Nathaniel Popper's For Big Tech, a Comeuppance We’ve Seen Before: On Wall St. is a good description of the way the FAANGs have lost the public's trust, and how the proposed cures, like the EU's copyright proposal are likely to make things worse, cementing the dominance of the FAANGs by imposing impossibly expensive requirements on potential competitors.
Zheping Wang's China requires blockchain-based information service providers to register users using real names, censor postings and store user data illustrates that one of the big problems facing blockchain-based systems in the real world is governments:
"Under proposed new rules, companies and entities operating in China that provide blockchain-based information services will have to ask users to register their real names and national identification card numbers, censor content deemed to pose a threat to national security and store user data to allow inspection by authorities."
The trigger was when:
"an activist in China published an open letter in April about an alleged cover-up of sexual harassment at a top university more than two decades ago on the ethereum blockchain, after the post attracted censors on social media platforms such as WeChat and Weibo."
Irina Bolychevsky's How solid is Tim’s plan to redecentralize the web? is an interesting take on the decentralized Web, making points related to those in this post.
Dewayne Hendricks makes an important point about the decentralized Web in Lisa Lacy's The 10 Most Important Tech Stories of 2018:
"It’s easy to go to the Dark Side, but to become a Jedi, you have to train for years to develop a set of skills. That’s what [Berners-Lee] is asking people to do—to become Jedis."
Recent research reinforces the importance of economies of scale in IT. From the conclusion to The return on information technology by Emmanuel Dhyne et al:
"While all firms benefit from IT, it is the largest firms that benefit most. Furthermore, the gross marginal product of IT capital is relatively high, with €1.5 added value for €1 of extra investment in the majority of relatively low-productivity industries."

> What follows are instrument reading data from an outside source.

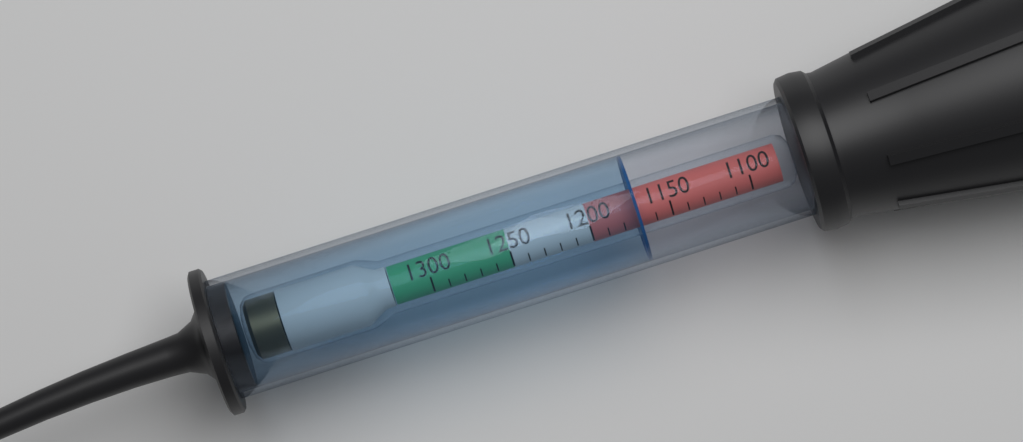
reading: 1170 (no unit)
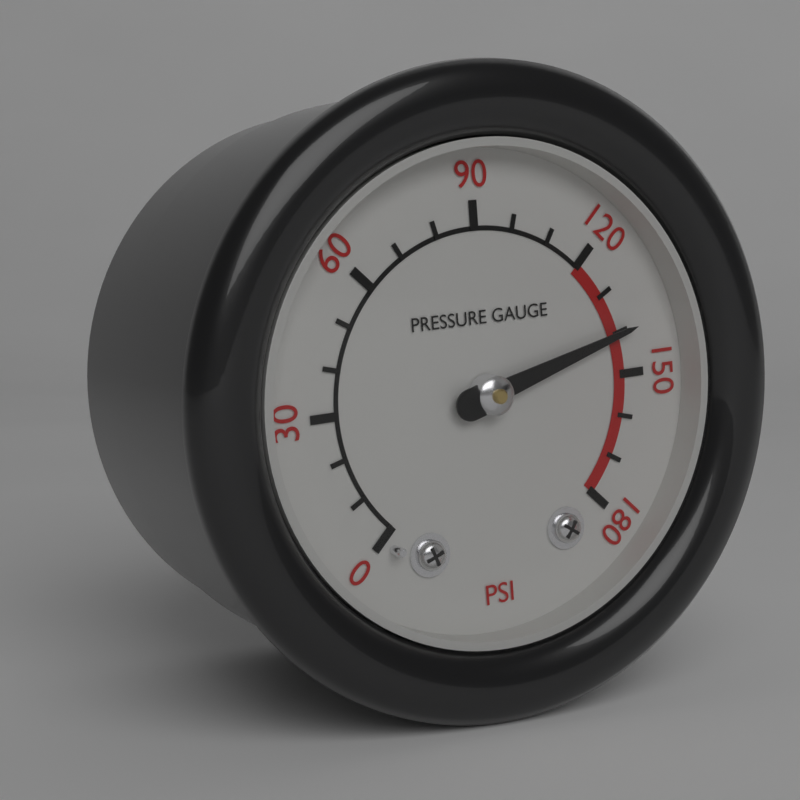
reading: 140 psi
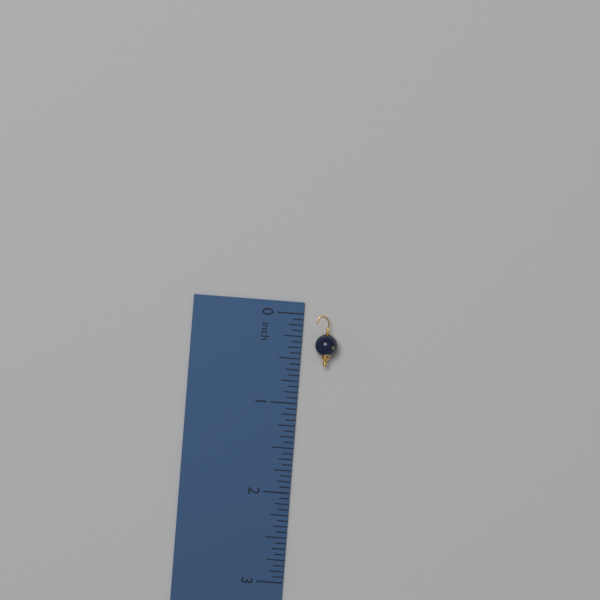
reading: 0.5625 inch
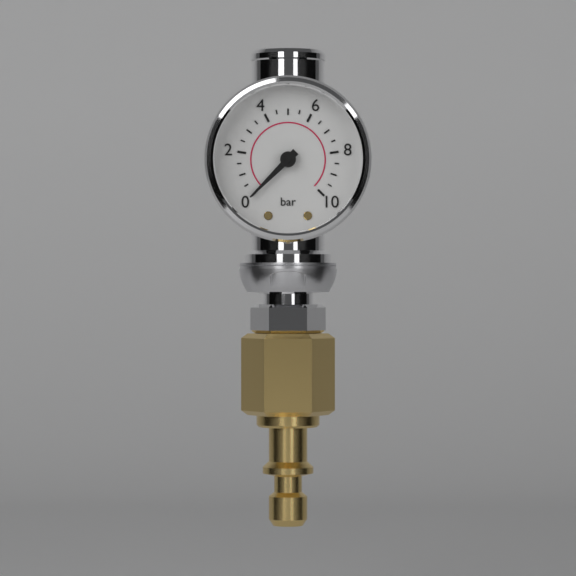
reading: 0.0 bar
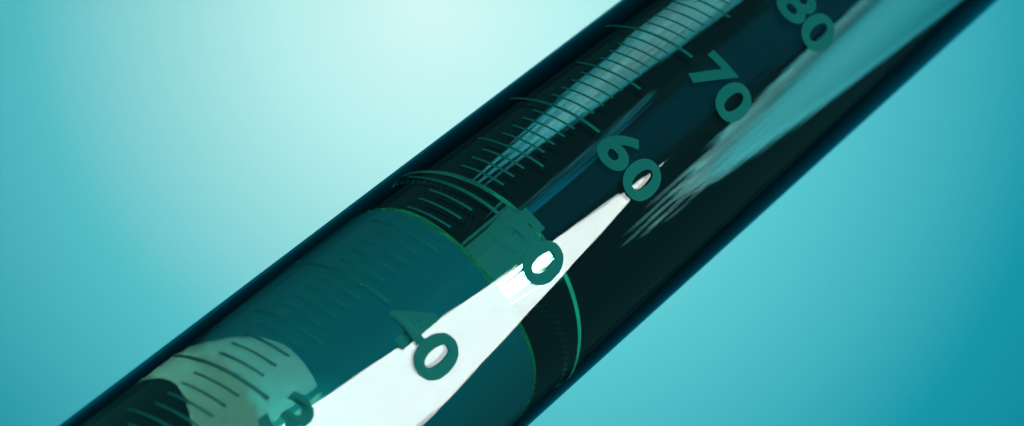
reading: 52 ml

Mike Masnick's Gab, Mastodon And The Challenges Of Content Moderation On A More Distributed Social Network is a very interesting look at the repercussions of the decision of Gab, the notorious right-wing trolling site, to move to Mastodon, the social network software that is sometimes called decentralized but is more accurately called federated:
"The switch over happened earlier this month and it's been fascinating to watch how it's all played out. The shortest summary might be that the federated model has shown to be somewhat resilient so far. Mastodon itself put out a statement urging various Mastodon instances not to federate with Gab and also suggesting that the various Mastdodon app developers choose to blacklist Gab's domains from their apps (meaning that Gab's plan to use this to get back into the app store might not work as well as planned).
The Verge has a long, in-depth article about how all of this is playing out, and it seems like, as a federated system is designed to do, different parts of the system are experimenting and figuring out what makes sense. Most of the other instances have decided they don't want to federate with Gab.